Polling suggests skepticism about the president’s plans, including about actions he’s already taken.
It is invariably the case that a winning political candidate casts his success as a stamp of approval for his campaign promises. Particularly in a political system dominated by two parties, this is misguided; voters are identifying the more palatable slate of proposals (when they’re not simply voting along party lines in the first place). It’s dishonest to suggest that every voter agreed with every proposal. But it’s politically useful, as it suggests that disagreement with those proposals is a rejection of the will of the people.
President Donald Trump has been unusually insistent that his victory in November reflects robust public support. Last year’s contest certainly offered the president more positive feedback than the two prior cycles, when he received fewer votes than his opponent. The extent of his “mandate,” though, is tempered both by the narrowness of his popular-vote victory and by the extent to which he benefited from international anti-incumbent trends.
Before this week, discussions of Trump’s mandate were rather academic. Prior to Trump’s inauguration, it didn’t matter much whether Americans did or didn’t support the things he said he was going to do. In the hours after his return to the White House, though, Trump began putting his campaign promises into effect — including ones that are unpopular even among many Republicans.
The most obvious example was his decision to immediately extend pardons and commutations to those involved in planning or participating in the riot at the Capitol on Jan. 6, 2021.
Recent polls show that less than half of the country approves of this. Among Republicans, support is higher — but in polling conducted for CBS News and NPR-PBS NewsHour, 3 in 10 Republicans opposed the idea.
The Wall Street Journal’s poll also asked an alternate version of the question: Would you support Jan. 6 pardons if they excluded those who physically attacked police? A higher percentage said yes — meaning support for the action Trump actually took is lower than it otherwise would have been.
Nuance generally shifts responses in polling, which is one reason appeals to the broad popularity of vague policy proposals generally fail to capture the diminished popularity of policies that include specifics.
Consider Trump’s plan to deport immigrants who entered the country illegally (and maybe some who didn’t). Across a number of polls (including the three above and one conducted for the New York Times), the idea of conducting broad deportations yields more support than opposition — but introduce specifics, and that support erodes significantly.
The most popular iteration is deporting those who live in the country illegally and have criminal records, an idea backed by most respondents in both the Times and Journal polls. Support for deporting all immigrants living here illegally sinks to just over a majority.
Even those proposals are vague; does someone who entered illegally but is awaiting an asylum determination count? With even more specifics, support falls further. In the Journal poll, fewer than half of respondents indicated that millions of deportations should occur if worker shortages would result (as they almost certainly would). Relatively few support deporting immigrants with citizen children or who have been upstanding, long-term U.S. residents.
The most popular option in the Journal poll? Creating a pathway to citizenship for that latter group.
The question about the children of immigrants broaches another subject addressed in Trump’s first-day executive orders. Children born in America are U.S. citizens even if their parents weren’t, as enshrined in the 14th Amendment. Trump hopes to restrict how that applies, an idea that earns the support of only 4 in 10 Americans in the Times poll and only 3 in 10 in the CBS News one. There are slight wording differences (the CBS poll, for example, proposes adding “other citizenship requirements”), but in each case, the idea is more unpopular than not.
Trump’s campaign promise to impose tariffs on imported goods wasn’t implemented on his first day in office, though the president did hint that such levies were imminent. This is not a popular idea, with fewer than half of respondents approving in the CBS, Journal and Times polls. In a poll conducted for USA Today, in fact, 1 in 10 respondents said introducing tariffs was the main thing they didn’t want Trump to do. (Nearly a quarter identified the issuance of pardons to the Capitol rioters as the No. 1 thing they didn’t want Trump to do.) That many people fervently oppose tariffs, it seems safe to assume, because they understand prices would rise as a result. About two-thirds of respondents in both the Journal and CBS polls held that view.
Other Day 1 decisions and longer-term policy proposals were evaluated in those polls, too. For example:
It should not come as a surprise that opinions on many of these subjects are evenly divided. After all, so was the electorate in November, with Trump earning fewer than half of the votes cast. Trump has the power to sign executive orders, but those orders reflect his will and (largely) the will of the Republican base. His actions are not reflective of broad public support, much less broad support for those specific actions. In fact, his executive orders, particularly the less popular ones, have the effect of eroding his political capital — a limited resource that he depletes with each reference to his “mandate.”
There’s one last useful question from the Journal poll that bears mentioning. It asked respondents which came closer to their view: that voters gave Trump a mandate to govern as he sees fit or that Congress has a duty to check Trump’s power.
By more than a 2 to 1 margin, respondents chose the latter option.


The entries need to be copied exactly as they stand, images left out.

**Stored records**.
────────
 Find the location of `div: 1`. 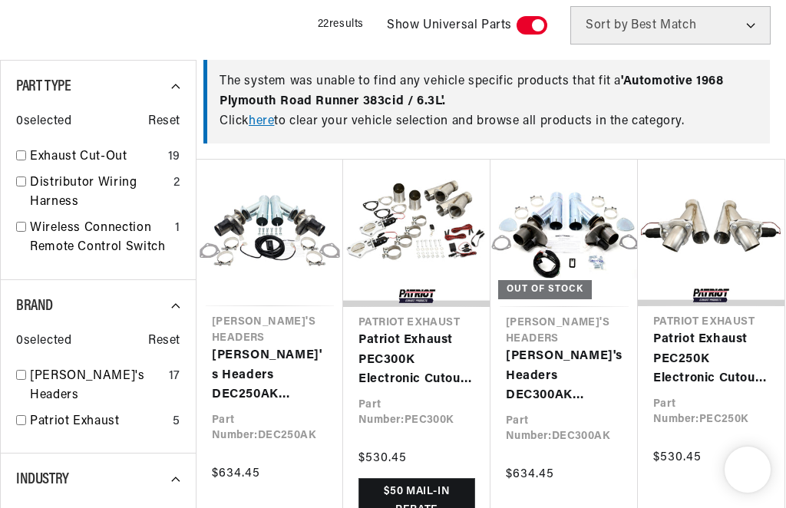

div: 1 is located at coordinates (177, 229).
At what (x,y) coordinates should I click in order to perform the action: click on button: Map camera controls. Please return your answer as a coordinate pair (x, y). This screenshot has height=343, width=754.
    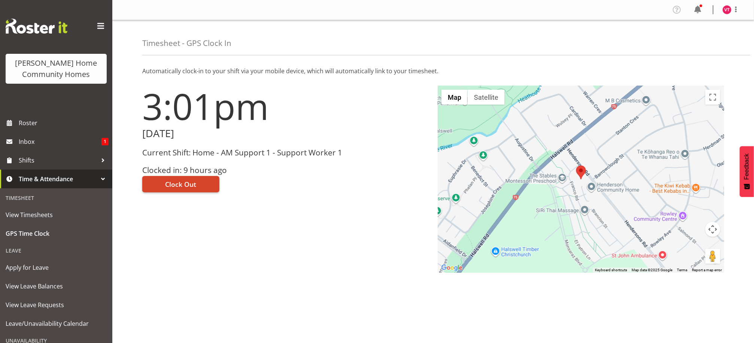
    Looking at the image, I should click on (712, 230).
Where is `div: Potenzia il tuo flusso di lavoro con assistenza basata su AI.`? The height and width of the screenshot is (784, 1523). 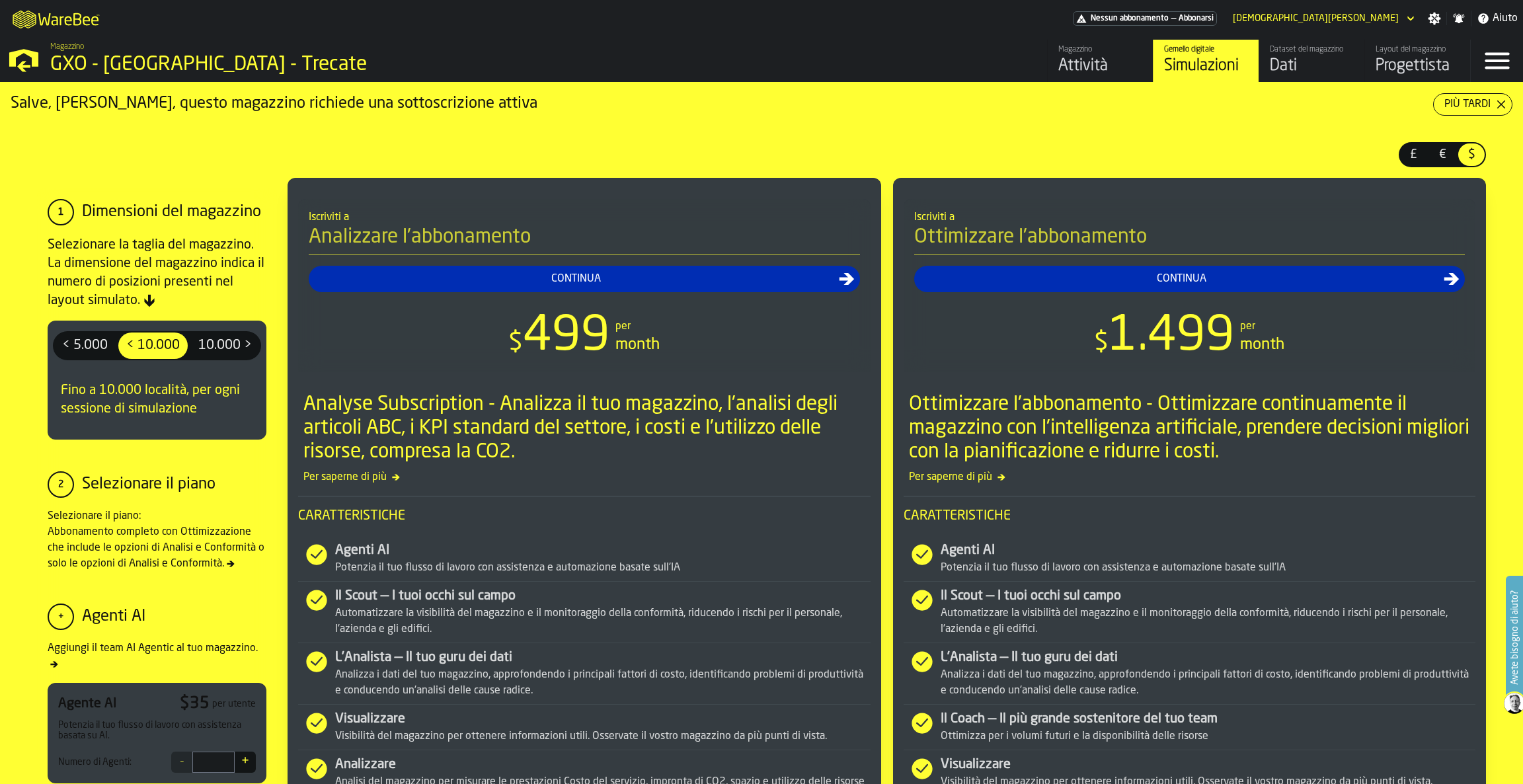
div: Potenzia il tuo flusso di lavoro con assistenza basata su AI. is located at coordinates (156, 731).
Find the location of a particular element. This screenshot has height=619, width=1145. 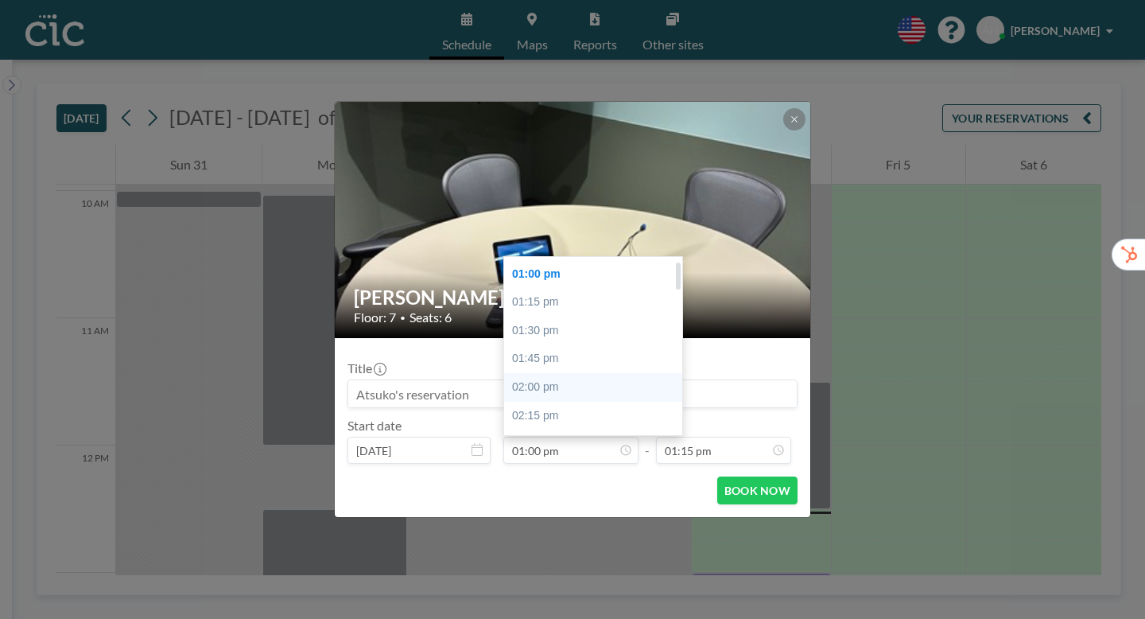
────────
**Task solution**.
 Find the location of `div: 1`. 

div: 1 is located at coordinates (177, 229).
At what (x,y) coordinates should I click in order to perform the action: click on button: Map camera controls. Please return your answer as a coordinate pair (x, y). This screenshot has height=343, width=754.
    Looking at the image, I should click on (712, 230).
Where is `div: Potenzia il tuo flusso di lavoro con assistenza basata su AI.`? The height and width of the screenshot is (784, 1523). 
div: Potenzia il tuo flusso di lavoro con assistenza basata su AI. is located at coordinates (156, 731).
Find the location of a particular element. This screenshot has height=619, width=1145. 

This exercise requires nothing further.